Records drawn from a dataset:
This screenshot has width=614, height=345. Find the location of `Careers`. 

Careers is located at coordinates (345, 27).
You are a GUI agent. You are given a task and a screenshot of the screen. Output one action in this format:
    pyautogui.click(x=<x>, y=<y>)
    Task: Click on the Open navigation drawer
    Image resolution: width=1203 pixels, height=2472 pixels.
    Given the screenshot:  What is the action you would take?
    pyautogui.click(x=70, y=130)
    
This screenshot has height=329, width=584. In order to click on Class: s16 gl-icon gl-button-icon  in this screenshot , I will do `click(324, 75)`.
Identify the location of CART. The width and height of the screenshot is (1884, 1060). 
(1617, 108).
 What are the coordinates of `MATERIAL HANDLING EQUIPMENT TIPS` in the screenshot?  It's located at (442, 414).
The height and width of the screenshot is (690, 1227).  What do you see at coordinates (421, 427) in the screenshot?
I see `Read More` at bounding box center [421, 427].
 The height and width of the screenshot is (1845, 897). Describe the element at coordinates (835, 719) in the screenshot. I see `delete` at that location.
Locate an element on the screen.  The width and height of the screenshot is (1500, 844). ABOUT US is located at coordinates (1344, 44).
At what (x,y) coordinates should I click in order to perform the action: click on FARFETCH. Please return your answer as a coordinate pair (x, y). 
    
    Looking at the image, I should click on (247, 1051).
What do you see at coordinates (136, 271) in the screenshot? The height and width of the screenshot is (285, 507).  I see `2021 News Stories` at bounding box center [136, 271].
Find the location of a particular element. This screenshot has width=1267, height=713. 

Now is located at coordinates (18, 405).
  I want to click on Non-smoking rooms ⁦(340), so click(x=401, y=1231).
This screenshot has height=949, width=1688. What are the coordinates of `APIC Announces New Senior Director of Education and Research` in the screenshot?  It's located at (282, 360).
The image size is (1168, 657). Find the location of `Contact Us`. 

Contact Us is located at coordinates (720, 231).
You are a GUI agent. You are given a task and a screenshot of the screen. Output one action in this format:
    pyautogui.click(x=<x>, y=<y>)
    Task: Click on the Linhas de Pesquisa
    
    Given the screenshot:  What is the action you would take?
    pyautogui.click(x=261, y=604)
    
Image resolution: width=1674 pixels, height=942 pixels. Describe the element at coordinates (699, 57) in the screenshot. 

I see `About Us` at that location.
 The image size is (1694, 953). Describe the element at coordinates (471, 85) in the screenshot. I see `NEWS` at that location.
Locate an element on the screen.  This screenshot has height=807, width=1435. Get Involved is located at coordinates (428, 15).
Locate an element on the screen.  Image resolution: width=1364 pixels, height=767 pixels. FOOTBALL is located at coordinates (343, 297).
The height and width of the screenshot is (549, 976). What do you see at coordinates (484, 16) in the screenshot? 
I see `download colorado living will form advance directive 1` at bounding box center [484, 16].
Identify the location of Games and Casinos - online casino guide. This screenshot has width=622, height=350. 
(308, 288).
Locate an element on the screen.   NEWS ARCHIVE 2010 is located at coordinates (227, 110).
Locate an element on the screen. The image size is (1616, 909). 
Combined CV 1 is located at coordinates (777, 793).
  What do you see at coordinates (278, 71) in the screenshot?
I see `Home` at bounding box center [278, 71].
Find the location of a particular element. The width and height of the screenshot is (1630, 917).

TASK ITEM: Each of the lines above should be printed again precisely as it reads.

COMPLETED TASK:
This screenshot has width=614, height=345. Find the location of `Careers`. 

Careers is located at coordinates (345, 27).
You are a GUI agent. You are given a task and a screenshot of the screen. Output one action in this format:
    pyautogui.click(x=<x>, y=<y>)
    Task: Click on the Open navigation drawer
    Image resolution: width=1203 pixels, height=2472 pixels.
    Given the screenshot:  What is the action you would take?
    pyautogui.click(x=70, y=130)
    
This screenshot has height=329, width=584. In order to click on Class: s16 gl-icon gl-button-icon  in this screenshot , I will do `click(324, 75)`.
Identify the location of CART. The width and height of the screenshot is (1884, 1060). 
(1617, 108).
 What are the coordinates of `MATERIAL HANDLING EQUIPMENT TIPS` in the screenshot?  It's located at (442, 414).
The height and width of the screenshot is (690, 1227).  What do you see at coordinates (421, 427) in the screenshot?
I see `Read More` at bounding box center [421, 427].
 The height and width of the screenshot is (1845, 897). Describe the element at coordinates (835, 719) in the screenshot. I see `delete` at that location.
Locate an element on the screen.  The width and height of the screenshot is (1500, 844). ABOUT US is located at coordinates (1344, 44).
At what (x,y) coordinates should I click in order to perform the action: click on FARFETCH. Please return your answer as a coordinate pair (x, y). 
    
    Looking at the image, I should click on (247, 1051).
What do you see at coordinates (136, 271) in the screenshot? The height and width of the screenshot is (285, 507).  I see `2021 News Stories` at bounding box center [136, 271].
Find the location of a particular element. This screenshot has width=1267, height=713. 

Now is located at coordinates (18, 405).
  I want to click on Non-smoking rooms ⁦(340), so click(x=401, y=1231).
This screenshot has height=949, width=1688. What are the coordinates of `APIC Announces New Senior Director of Education and Research` in the screenshot?  It's located at (282, 360).
The image size is (1168, 657). Find the location of `Contact Us`. 

Contact Us is located at coordinates (720, 231).
You are a GUI agent. You are given a task and a screenshot of the screen. Output one action in this format:
    pyautogui.click(x=<x>, y=<y>)
    Task: Click on the Linhas de Pesquisa
    
    Given the screenshot:  What is the action you would take?
    pyautogui.click(x=261, y=604)
    
Image resolution: width=1674 pixels, height=942 pixels. Describe the element at coordinates (699, 57) in the screenshot. 

I see `About Us` at that location.
 The image size is (1694, 953). Describe the element at coordinates (471, 85) in the screenshot. I see `NEWS` at that location.
Locate an element on the screen.  This screenshot has height=807, width=1435. Get Involved is located at coordinates (428, 15).
Locate an element on the screen.  Image resolution: width=1364 pixels, height=767 pixels. FOOTBALL is located at coordinates (343, 297).
The height and width of the screenshot is (549, 976). What do you see at coordinates (484, 16) in the screenshot? 
I see `download colorado living will form advance directive 1` at bounding box center [484, 16].
Identify the location of Games and Casinos - online casino guide. This screenshot has width=622, height=350. 
(308, 288).
Locate an element on the screen.   NEWS ARCHIVE 2010 is located at coordinates (227, 110).
Locate an element on the screen. The image size is (1616, 909). 
Combined CV 1 is located at coordinates (777, 793).
  What do you see at coordinates (278, 71) in the screenshot?
I see `Home` at bounding box center [278, 71].
Find the location of a particular element. The width and height of the screenshot is (1630, 917).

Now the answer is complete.